The UK Supreme Court has ruled that damages for children harmed by medical negligence should include the full working life they would likely have had — not just earnings up to their life expectancy — raising the stakes for maternity-related claims and NHS costs. The decision follows a birth brain injury case at Sheffield Teaching Hospitals NHS Foundation Trust, where the child now has severe cerebral palsy, severe visual impairment and epilepsy, and needs 24-hour care.
The Move
The Supreme Court, by a majority, said compensation for a negligently injured child should account for “lost years” earnings and pension across a full expected working life.
The case involves a girl born in 2015 whose abnormal fetal heart monitoring during labour was not acted on; she was born with signs of oxygen deprivation, required resuscitation, and scans confirmed severe hypoxic brain injury.
The Trust admitted failures. A 2023 High Court award set a lump sum of £6,866,615 plus £394,940/year (inflation-linked), including earnings loss only to age 29 (her life expectancy).
Additional damages for full working-life earnings/pension will be calculated later; the family’s lawyers say it’s >£800,000.
Why it Matters for Care
For clinicians, especially in maternity, the ruling increases the financial consequences of preventable intrapartum hypoxic injury — reinforcing the clinical imperative to act promptly on abnormal fetal monitoring and escalate appropriately.

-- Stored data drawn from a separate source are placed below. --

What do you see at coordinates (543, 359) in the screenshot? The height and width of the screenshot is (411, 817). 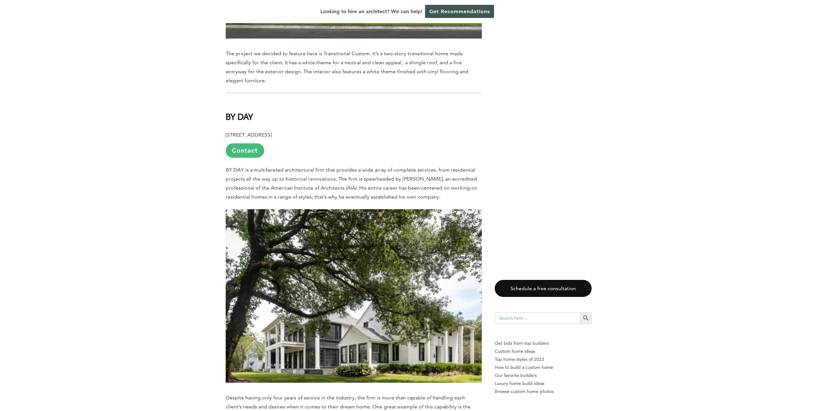 I see `a: Top home styles of 2023` at bounding box center [543, 359].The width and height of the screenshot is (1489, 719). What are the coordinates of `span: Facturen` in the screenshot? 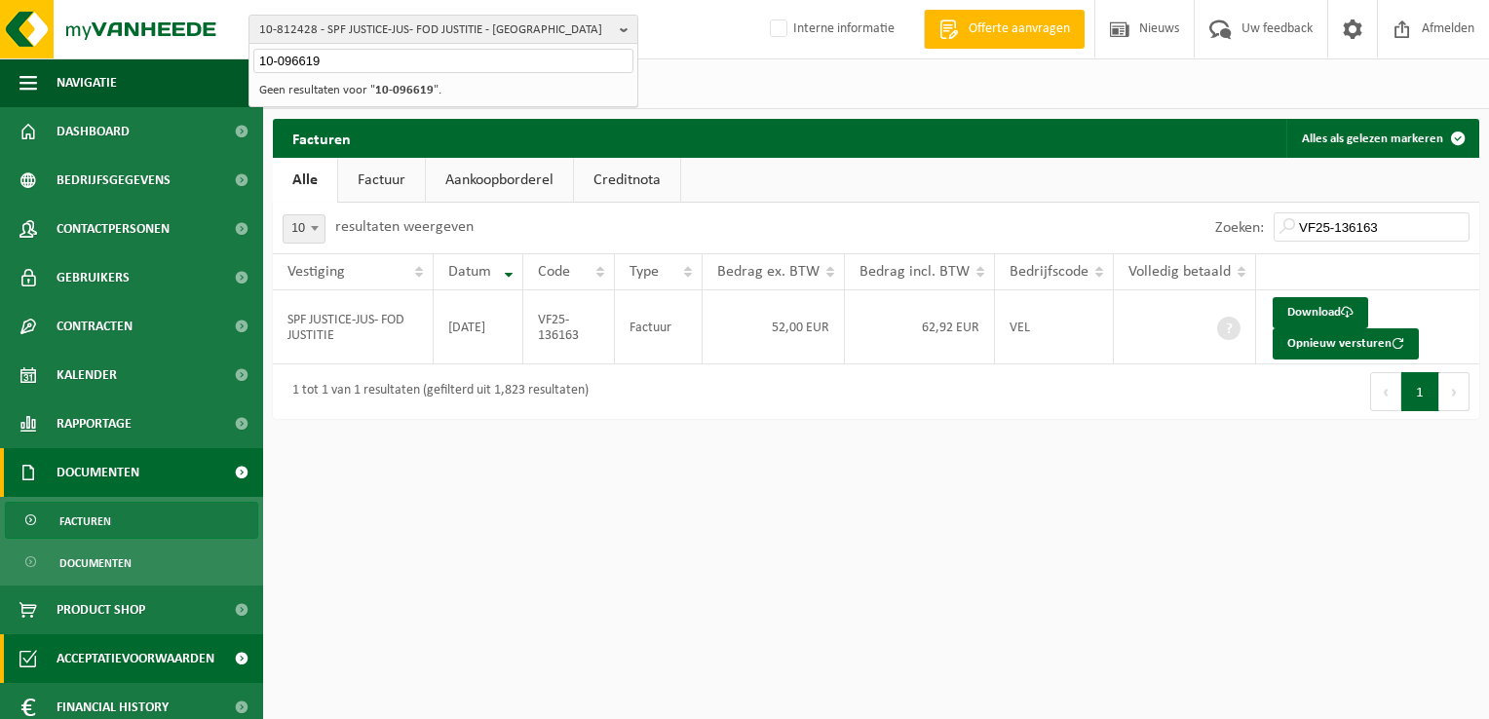 It's located at (85, 521). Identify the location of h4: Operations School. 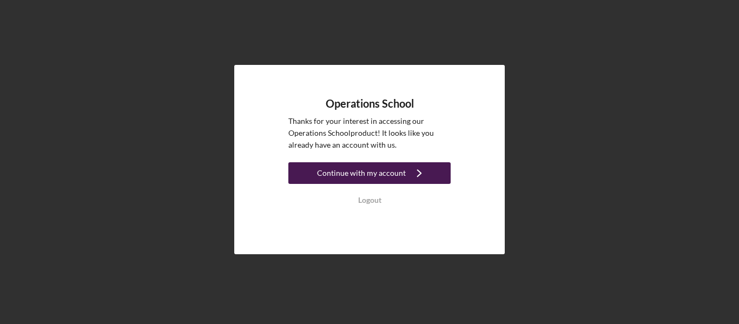
(370, 103).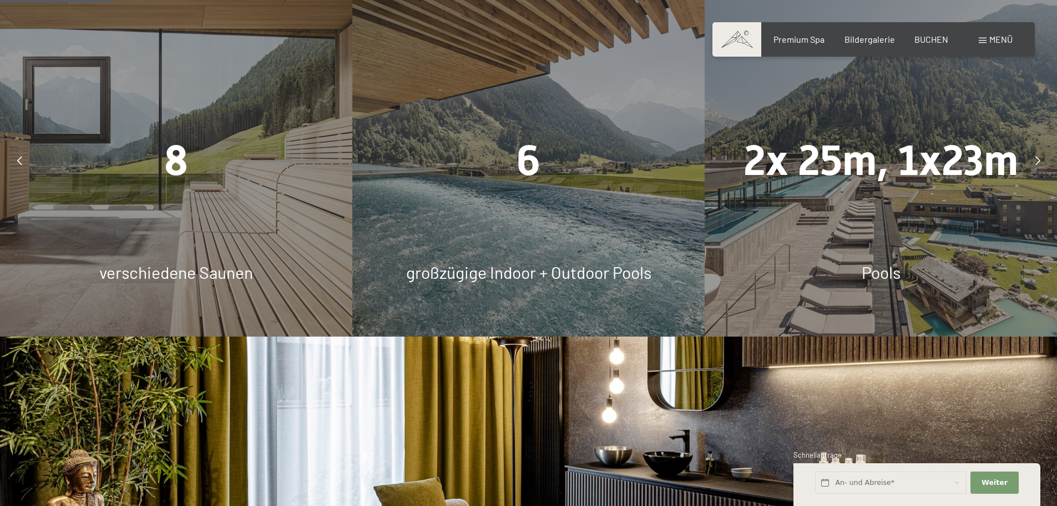 The height and width of the screenshot is (506, 1057). What do you see at coordinates (799, 39) in the screenshot?
I see `span: Premium Spa` at bounding box center [799, 39].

More high-value claims may translate into greater organisational scrutiny of CTG interpretation, escalation pathways, documentation quality, and incident response processes.
Expect stronger pressure to reduce avoidable harm in childbirth: the NHS reports ~250 brain injury cases in childbirth annually.
Between the Lines
The NHS’s clinical negligence liabilities are ~£60bn, with about two-thirds tied to maternity injuries — so even modest per-case increases can have system-level budget effects.
The court’s logic: there was “no basis in law” to treat injured children differently from adolescents/adults who already could claim for “lost years.”
Politically, this feeds debate over whether the NHS should shift more cases away from court: Conservative MP Sir Geoffrey Clifton-Brown (Public Accounts Committee chair) urged mediation, faster explanations/apologies, and better learning to prevent repeat harm.
What to Watch
The follow-on court process setting the new damages figure — and whether it becomes a reference point for settlement negotiations.
Whether NHS trusts and NHS Resolution expand mediation/early resolution approaches to limit legal costs and time-to-closure for families.
Any downstream policy moves from Parliament and oversight bodies focused on maternity safety, complaints handling, and negligence cost containment.